The marketplace at /marketplace is the discovery layer. Anything published — yours or someone else’s — shows up as a tile users can install or fork into their own projects.

Browsing

The filter row at the top lets you slice the listings by category:

  • All
  • Regression
  • Classification
  • Time series
  • Probabilistic
  • Causal / discovery
  • Optimization

Each tile shows:

  • Icon + title
  • Category chip
  • One-line description
  • Paper citation if applicable
  • Author / org
  • Listing type (Prior, Model, or Brain)

Click a tile to expand a card with the full description, code/architecture preview, and the primary action button (Install or Fork).

Install vs Fork

InstallFork
What you getA copy of the listing inside an existing projectA brand-new project seeded from the listing
When to useYou already have a project and want to add this prior/model to itYou’re starting fresh — typically for paper reproductions
Edit afterwardsYesYes — it’s your project
Counts toward the original’s fork countNoYes

Install flow (prior or model)

  1. Click Install on a tile
  2. Modal opens with:
    • The listing summary
    • A target project dropdown (your own projects, fetched via /projects)
  3. (Model installs only) A compat-chip appears below the project picker:
    • 🟢 Green — “Compatible with N matching <category> prior(s) in this project: <names>
    • 🟡 Amber, no priors — “This project has no priors yet. You’ll need a <category> prior installed before this model can train.”
    • 🟡 Amber, no match — “No <category> priors in this project (N other priors present). The model will install but won’t have a matching prior to train on.”
  4. Click Install prior → / Install model → to commit

The installed listing appears in the project’s Priors / Models tab. From there you can edit it, attach it to a new Run, or fork it further.

Fork flow

  1. Click Fork on a tile
  2. Modal opens with:
    • The listing summary
    • A project name input (pre-filled with the listing’s title)
    • A description textarea
  3. Click Fork prior → / Fork brain →

A new project is created with the listing copied in as a seed prior/model/eval/run. The original’s forkCount increments. You land on the new project’s overview page.

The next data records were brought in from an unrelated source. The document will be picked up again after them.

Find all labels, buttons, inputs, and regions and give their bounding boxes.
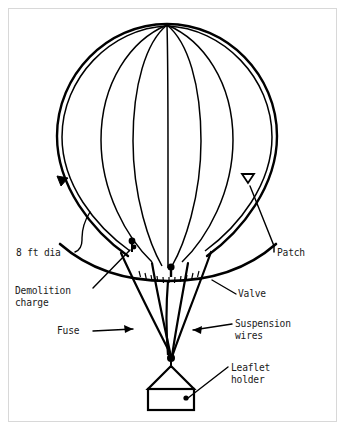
label-suspension-wires: Suspensionwires: [235, 318, 291, 341]
arrowhead-suspension-wires: [193, 326, 202, 334]
balloon-diagram: [0, 0, 347, 432]
label-demolition-charge: Demolitioncharge: [15, 285, 71, 308]
gore-seam-lines: [101, 25, 233, 268]
figure-page: 8 ft dia Demolitioncharge Fuse Patch Val…: [0, 0, 347, 432]
label-demolition-charge-line2: charge: [15, 297, 48, 308]
leader-arrowheads: [124, 325, 202, 334]
patch-marker: [242, 174, 254, 183]
leader-valve: [212, 280, 236, 294]
label-demolition-charge-line1: Demolition: [15, 285, 71, 296]
valve: [167, 263, 174, 277]
envelope-outline-inner-right: [167, 26, 272, 251]
label-leaflet-holder: Leafletholder: [231, 362, 270, 385]
label-suspension-wires-line1: Suspension: [235, 318, 291, 329]
label-suspension-wires-line2: wires: [235, 330, 263, 341]
arrowhead-fuse: [124, 325, 133, 333]
label-valve: Valve: [238, 288, 266, 300]
label-leaflet-holder-line2: holder: [231, 374, 264, 385]
leader-leaflet-holder: [188, 367, 228, 398]
label-patch: Patch: [277, 247, 305, 259]
balloon-envelope: [57, 24, 277, 283]
label-diameter: 8 ft dia: [16, 247, 61, 259]
fuse-line: [167, 281, 169, 355]
label-fuse: Fuse: [57, 325, 79, 337]
leaflet-holder: [148, 366, 194, 410]
envelope-outline-inner-left: [62, 26, 167, 251]
label-leaflet-holder-line1: Leaflet: [231, 362, 270, 373]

Forking a paper-backed brain

If you fork a brain whose prior is paper-backed, the project lands with:

  • The paper’s prior code verbatim
  • The paper’s model architecture
  • The paper’s eval suite
  • The paper’s hyperparameters (learning rate, batch size, step count, seed)
  • The paper’s preamble as the project readme

You can train it as-is (reproducing the paper) or edit any artifact to diverge. See Paper reproductions for the full reproduction-vs-diverge picture.

Compat-chip details (model installs)

The compat-chip is a guardrail. Models in the marketplace declare a category (Regression / Classification / Time series / etc.). When you install one into a project, the chip fetches the project’s existing priors and checks whether any share that category.

The chip is informational — install proceeds either way. But it surfaces the next step the user needs to take:

  • Match found → ready to train
  • No match → install a prior of the right category before the model is usable
  • No priors at all → fork or install a prior first

Publishing your own

Not yet exposed in basic mode. From developer mode:

  1. Open the project you want to publish from
  2. Go to Priors (or Models, or the project root for a brain)
  3. Click Publish to marketplace on the artifact
  4. Fill in: title, description, category, paper citation (optional), license

Your listing appears in the marketplace immediately for everyone else to discover. Publishing is org-scoped — you control which org’s listings go public.

Curated paper reproductions

Some listings are curated paper reproductions — the marketplace adds a ● Reproducible study badge linking back to the original repo (e.g. ifBO’s GitHub). Forking these creates a project pre-loaded with the paper’s full bundle; the project shell’s left sidebar shows the same badge once forked.